The main comparison UI that:
- Displays a matrix of forms × libraries
- Renders each combination in an isolated
<iframe> - Provides theme switching (light/dark)
- Allows filtering by form and library
Each library app is a standalone Vite + React application that:
- Contains all 20 form implementations for that design system
- Supports form selection via URL query parameter (
?form=user-login) - Supports theme via URL query parameter (
?theme=dark) - Is completely isolated from other library apps
| Script | Description |
|---|---|
bun run build |
Build shell + all library apps + copy to dist |
bun run build:shell |
Build only the shell app |
bun run clean |
Remove all build artifacts |
bun run dev:shell |
Run shell app in development mode |
bun run preview |
Preview the production build locally |
bun run lint |
Lint all apps (may take a while) |
The shell app includes a comprehensive Playwright test suite to ensure UI functionality works correctly.
cd apps/shell
# Run all tests headlessly
bunx playwright test
# Run tests with Playwright UI (interactive mode)
bunx playwright test --ui
# Run tests with browser visible
bunx playwright test --headed
# Run tests in debug mode
bunx playwright test --debug
# Run tests for a specific browser
bunx playwright test --project=chromium
bunx playwright test --project=firefox
bunx playwright test --project=webkitThe test suite covers:
- Header — Title and subtitle display
- Form Selection — Display, toggle, select all/none functionality
- Library Selection — Display, toggle, select all/none, external links
- Theme Toggle — Light/dark theme switching
- Group By Toggle — Grouping by design system or form name
- Preview Section — Cards, iframes, GitHub links, empty states
- Grouping Behavior — Different section layouts based on grouping mode
- Persistence — localStorage persistence across page reloads
- Dark Theme Badge — Warning for libraries without dark theme support
- Responsive Layout — Two-column and single-column layouts
- External Links — Correct attributes on website/repo links
- Create a new directory:
apps/<library>/ - Implement all 20 forms in
src/forms/following the pattern from existing libraries - Create the App.jsx with form routing via URL parameter
- Update
apps/shell/src/config.tswith the new library (add to LibraryId type, LIBRARY_NAME_TO_ID, LIBRARIES array, and CONSOLIDATED_LIBRARIES set) - Run
bun run build
- Add the new form component to each library's
src/forms/directory - Update the form routing in each library's App.jsx
- Update
apps/shell/src/config.tswith the new form (add to FormId type, FORM_NAME_TO_ID, and FORMS array) - Run
bun run build
This project is configured for automatic deployment to GitHub Pages via GitHub Actions.
- Push to
mainbranch — Triggers the deploy workflow automatically - Manual trigger — Go to Actions → "Deploy to GitHub Pages" → "Run workflow"
The workflow:
- Installs dependencies with Bun (with caching for faster builds)

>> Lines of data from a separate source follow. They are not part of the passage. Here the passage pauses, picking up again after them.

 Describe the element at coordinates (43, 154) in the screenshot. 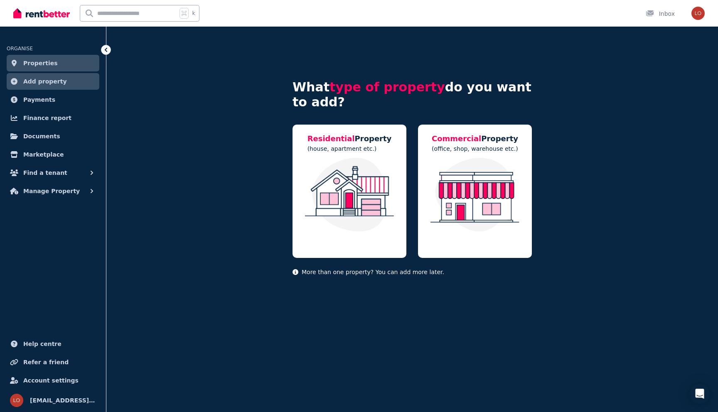

I see `span: Marketplace` at that location.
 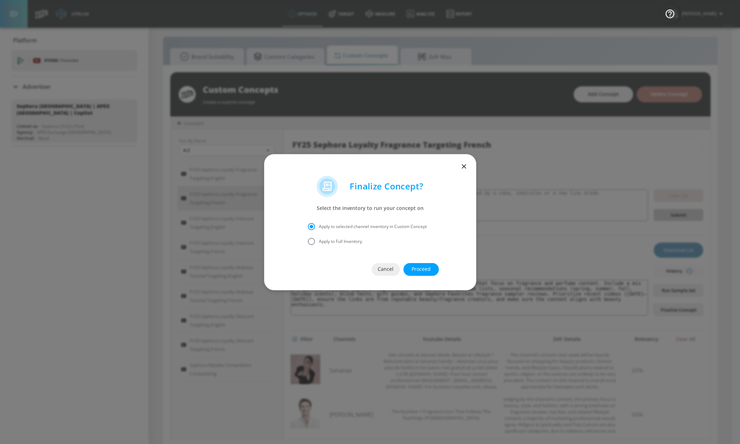 I want to click on span: Apply to Full Inventory, so click(x=341, y=241).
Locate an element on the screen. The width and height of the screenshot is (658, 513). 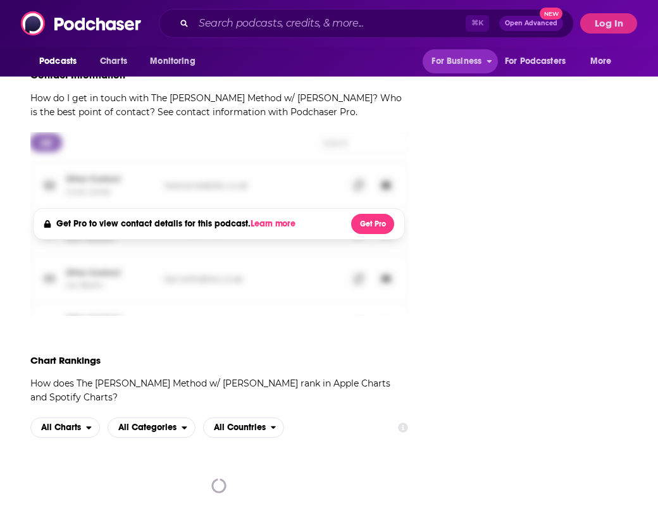
h2: Countries is located at coordinates (244, 428).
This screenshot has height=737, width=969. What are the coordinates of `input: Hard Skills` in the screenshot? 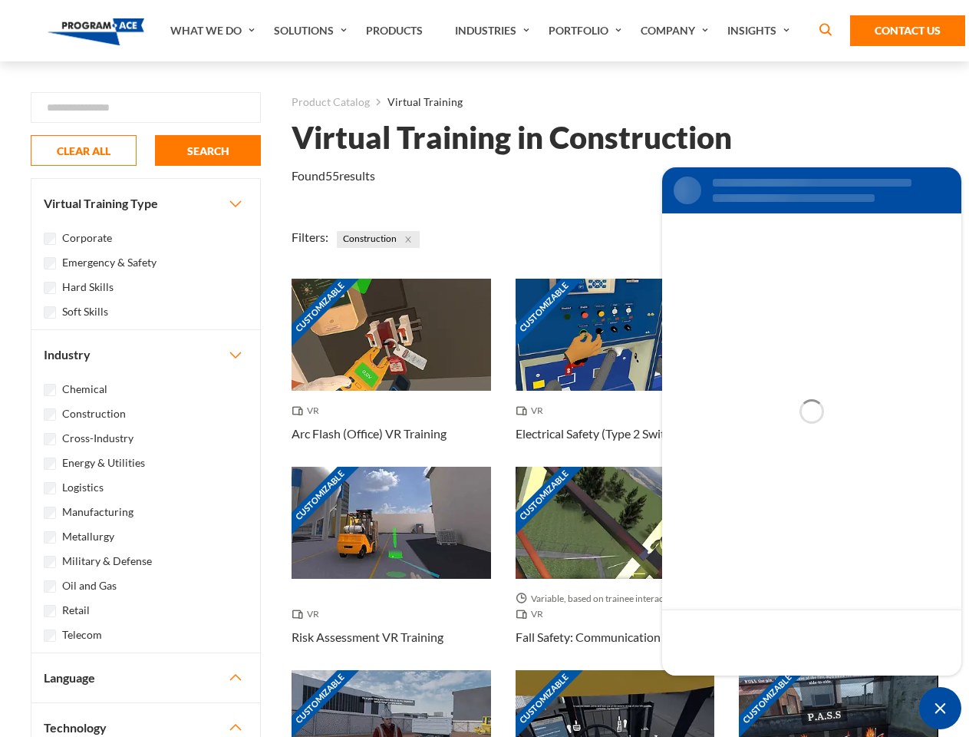 It's located at (50, 288).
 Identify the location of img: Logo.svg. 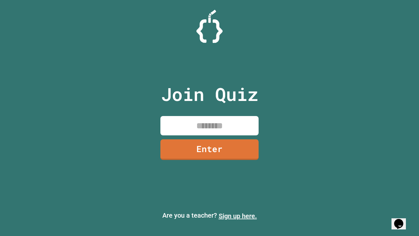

- Builds all 42 apps (shell + 41 library apps)
- Deploys to GitHub Pages
Live URL: https://<username>.github.io/20forms-20designs/
# Build for production
bun run build
# The dist/ folder contains all static assets
# Upload dist/ to any static hosting providerThe project is configured with /20forms-20designs/ as the base path. If deploying to a different path:
- Update
BASE_PATHinapps/shell/vite.config.ts - Update
buildIframeSrcinapps/shell/src/config.ts - Update base paths in
scripts/generate-mini-apps.mjs
- Bun — Fast JavaScript runtime and package manager
- Vite — Fast build tool and dev server
- React 18 — UI library
- TypeScript — Type-safe shell app
- Bun Workspaces — Fast, disk-efficient monorepo management
- GitHub Actions — CI/CD pipeline
- GitHub Pages — Static hosting
Total non-empty lines of code in the project:
| Extension | Lines |
|---|---|
.jsx |
62,473 |
.md |
36,874 |
.js |
6,742 |
.mjs |
2,484 |
.ts |
1,434 |
.css |
1,213 |
.json |
1,028 |
.html |
986 |
.tsx |
559 |
.scss |
7 |
| Total | 113,800 |
Generated using scripts/calc-sloc.mjs — excludes node_modules, dist, lock files, and other build artifacts.
If you prefer to use Node.js with pnpm instead of Bun:
- Install Node.js 18+ and pnpm 9+
- Install dependencies:
pnpm install - Build:
pnpm run build - Dev server:
pnpm run dev:shell
Note: You'll need to update the package.json scripts and build files to use pnpm and node commands instead of bun.
MIT License — see LICENSE for details.